After graduating from the Air Force Academy and completing graduate studies in Hawaii, Jones spent nine years flying C-17s for the service. He deployed numerous times, flying hundreds of sorties over Iraq, Afghanistan and the Horn of Africa. After years in the C-17, Jones was accepted into the highly selective Air Force Test Pilot School. As a member of a 20-person class, he spent a year at Edwards Air Force Base living a pilot’s dream, flying 30 different aircraft as part of the curriculum. Jones and his classmates flew Air Force, Navy and British fighters, cargo jets, tankers, helicopters and trainers.
While at Edwards, he had the opportunity to fly the A-10 Thunderbolt II, a close air support jet. While the fixed-wing aircraft has a proven track record in combat, it only has one seat. The Air Force doesn’t own any two-seaters, so when students take their first flight in the plane, they fly solo. Jones had ground and simulator training prior to flying the Warthog, but there was no substitute for the real thing.
“The nerves go away once you start running checklists and doing procedures. I always find myself checking and re-checking things multiple times in those situations. My mind is always working, staying ahead of the aircraft. … I’m too busy to be nervous.”
Regardless of how prepared a test pilot is, the flights are still dangerous. After all, these are tests that are often designed to push the limits of an airplane.
“There are times when we are doing things with an airplane that have never been done before,” said Jones, who was the Air Force’s chief test pilot for the C-17 when he left active duty in 2011.
During his years conducting C-17 flight tests, he performed record-setting airdrops with heavy weights, experimental platforms and experimental parachutes.
“Our simulators could not accurately simulate [the airdrops]. We had an idea about what it should look like, but it was all new,” he said.
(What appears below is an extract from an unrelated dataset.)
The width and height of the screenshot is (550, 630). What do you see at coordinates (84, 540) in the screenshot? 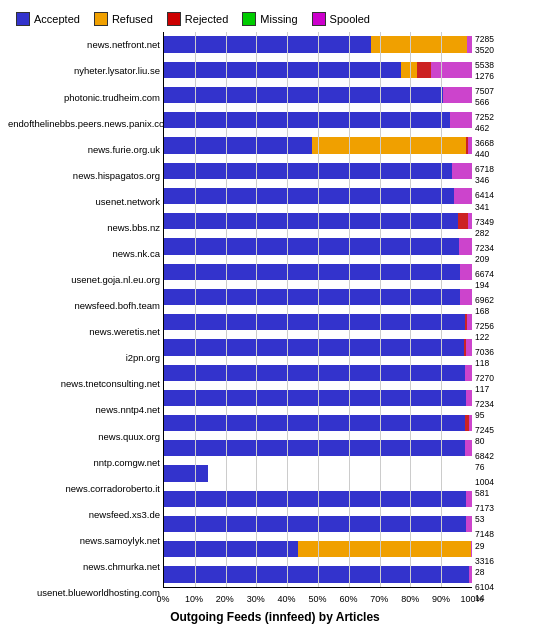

He also was member of a C-17 crew that conducted “science projects” for NASA, dropping an Orion spacecraft and an Ares rocket—part of the since-cancelled Constellation program—out the aft end of his plane. While the Ares test was successful, the Orion drop was a failure, albeit a spectacular one. Although the payload departed the C-17 without incident, the Orion’s parachutes failed, sending the spacecraft to its demise in the Arizona desert.
Jones, now a reservist, instructs military aviators and works as a civilian test pilot. He’s flown thousands of hours in military and civilian aircraft and has been fortunate to only have a handful of life-threatening incidents occur, though not in the air. Most of the close calls have happened on the ground.
“One time I was cleared for takeoff and, as I always do, I clear the final approach path for airplanes, [which is] like checking both ways before crossing a street. An airplane was about to land and would have hit me if I had pulled out onto the runway without checking. It was a mistake by the controller.”
Jones said there is a maxim in flight testing that suggests more airplanes are lost during ordinary testing than while performing dangerous maneuvers. “Sometimes, it seems we let our guard down during the ‘routine tests’ and that’s when accidents happen.”
He hasn’t had many close calls in the air, but that doesn’t mean he hasn’t cheated death during his aviation career.
“Looking back on several situations, I’ve realized if one more thing had gone wrong, we could have crashed or died,” he said. “Every time an airplane accident occurs somewhere in the world, I stop and think, ‘that could have been me.’ I take a hard look at my habits, my airmanship and flight discipline to make sure I’m doing my part.”
–Chad Stewart is the senior editor of On Patrol.
Every day, America’s service members selflessly put their lives on the line to keep us safe and free. Please take a moment to let our troops know how much we appreciate their service and sacrifice.